Step wrote:
Example:
We got up at 8:00am because we wanted to get to the train yard by 9am and I needed 20 minutes for my shower plus 15 minutes for breakfast and it take another 25 minutes to drive to the train yard. We had toast and leftover confetti rice for breakfast. I rode in my dad's red Subaru which gets pretty decent gas mileage for an all wheel drive vehicle. It was really cold out so we had to warm up the car first. Then we had to scrape the ice off the windows. etc. etc.
So, what's wrong with that?
Sounds like one of my conversations, actually. When asked to tell a story like this one, I'm either very terse and give too little detail, or I ramble on and on.
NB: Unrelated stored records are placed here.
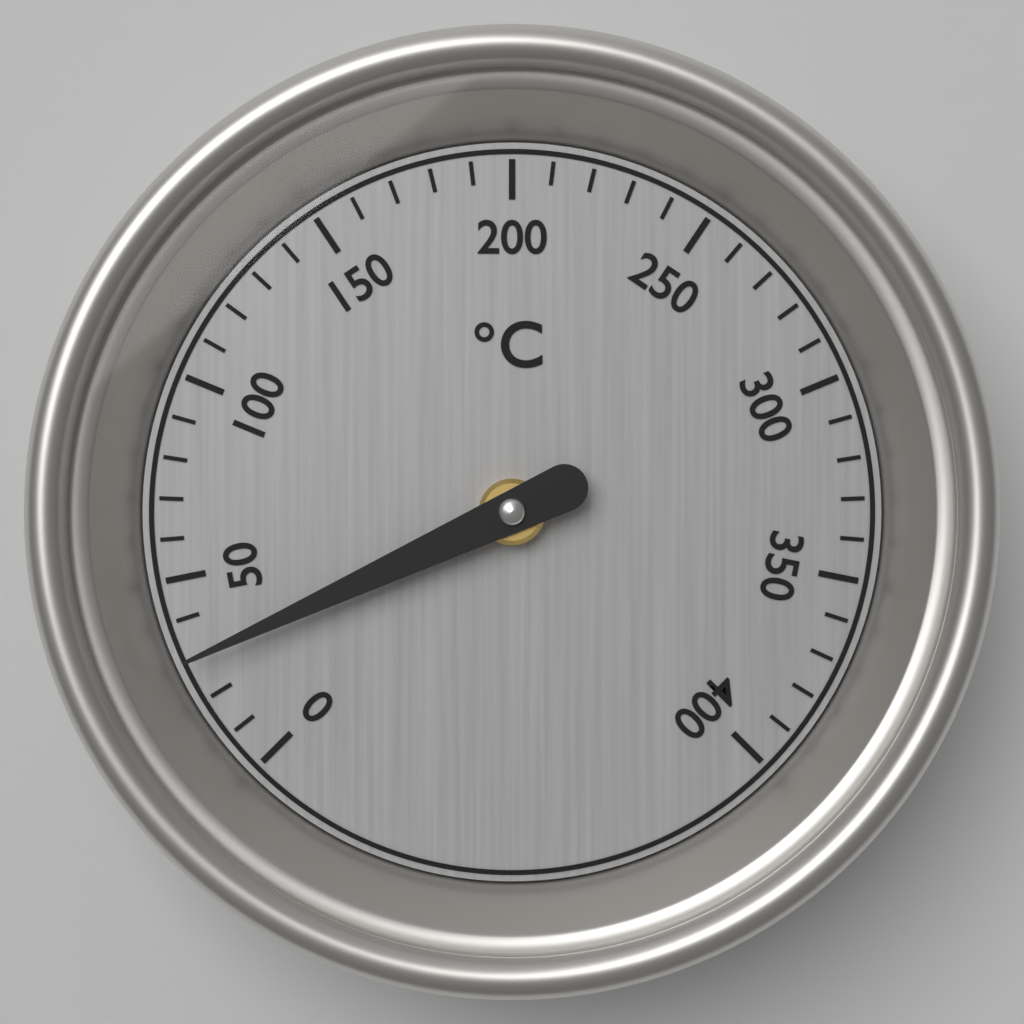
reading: 30 °C
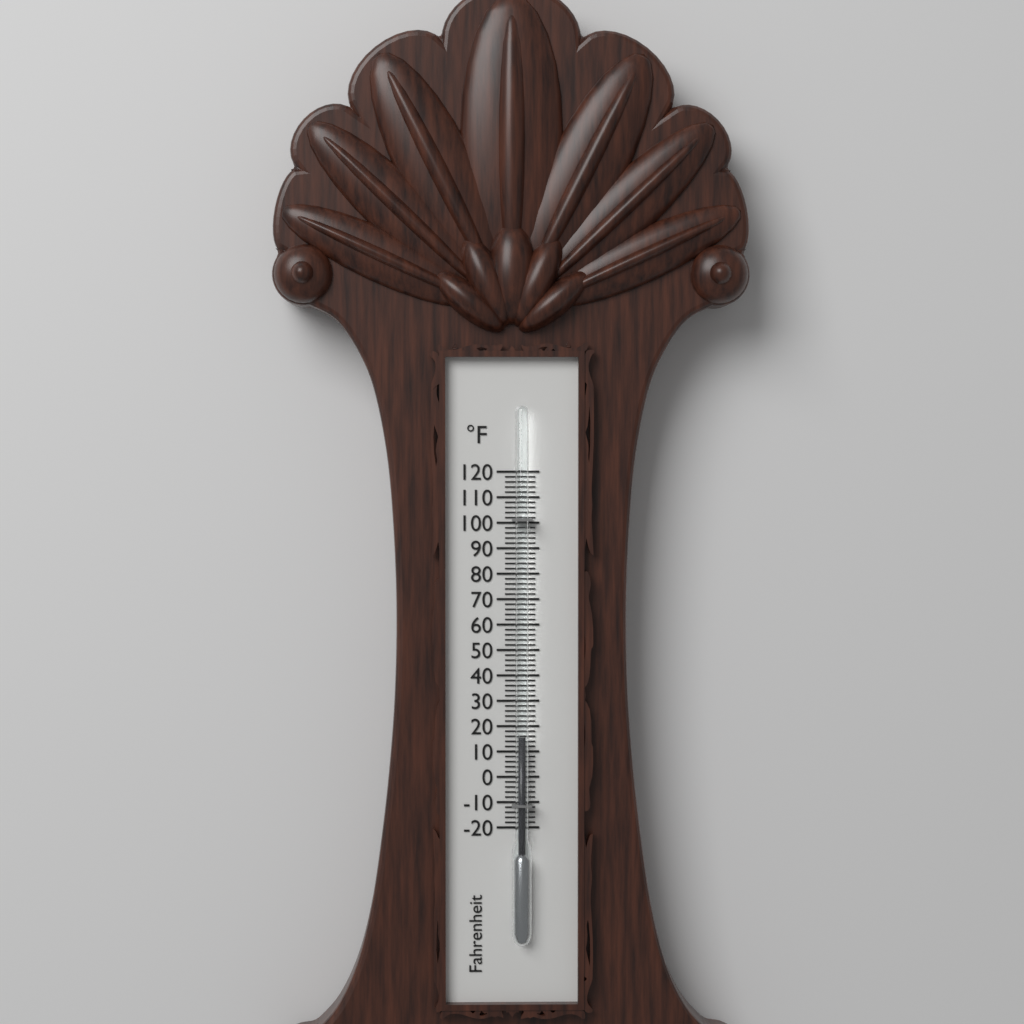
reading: 16 °F
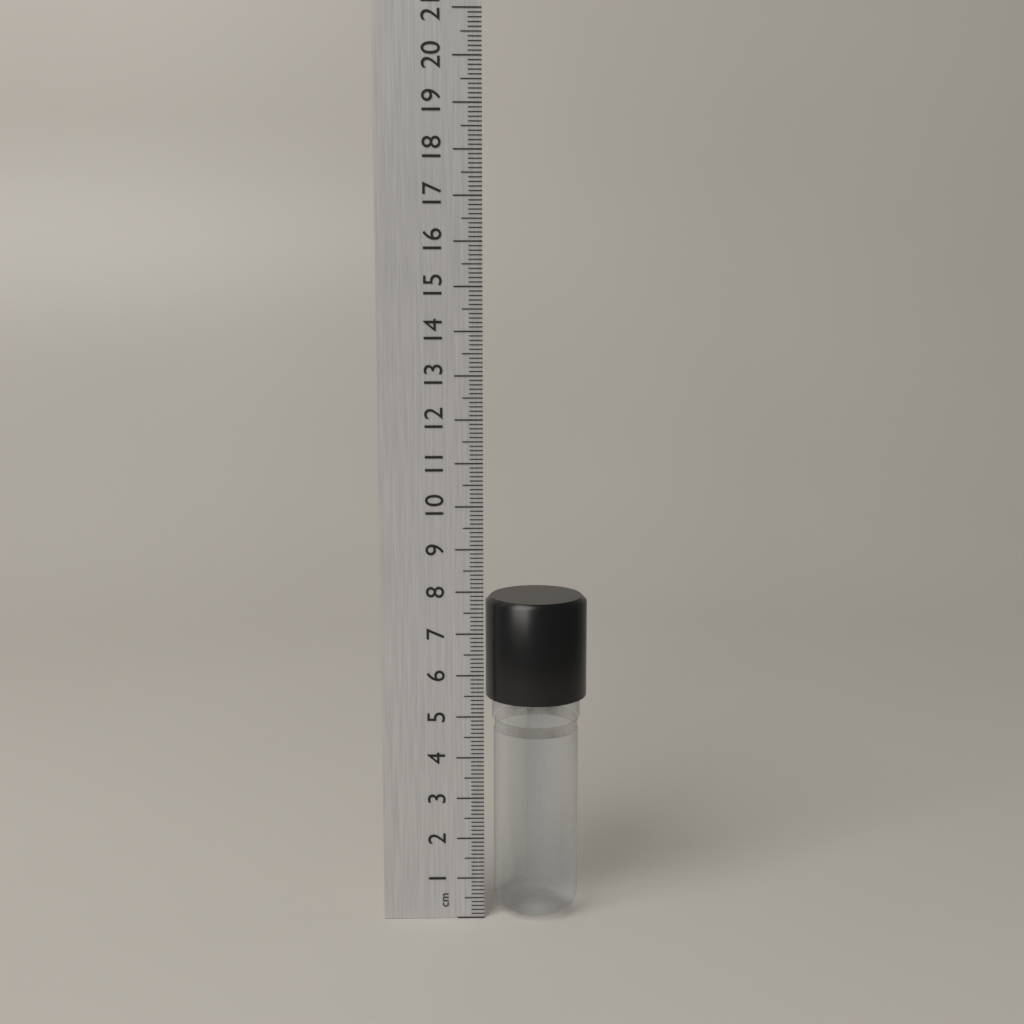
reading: 7.8 cm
I've learned over time to cut it short and edit -- mainly because people are sometimes rude and will cut me off midsentence if I don't (and, yes, I do realize it's out of desperate self-preservation and subtle tends not to work with me, but still...) -- but I have to remind myself to edit out the minutia and not go off on tangents, especially if I'm really interested in the story I'm telling.
Just out of curiosity, how does your son handle word problems in math? I always had trouble with them because I'd want to know what color the trains were, where they were going, how many people were on them, why they wanted to go to Detroit or Pittsburgh or where ever, etc., etc., when all the teacher wanted to know was how fast they passed each other. I was in high school before I learned to underline the parts of the problem that could be used to answer the question and focus on those bits.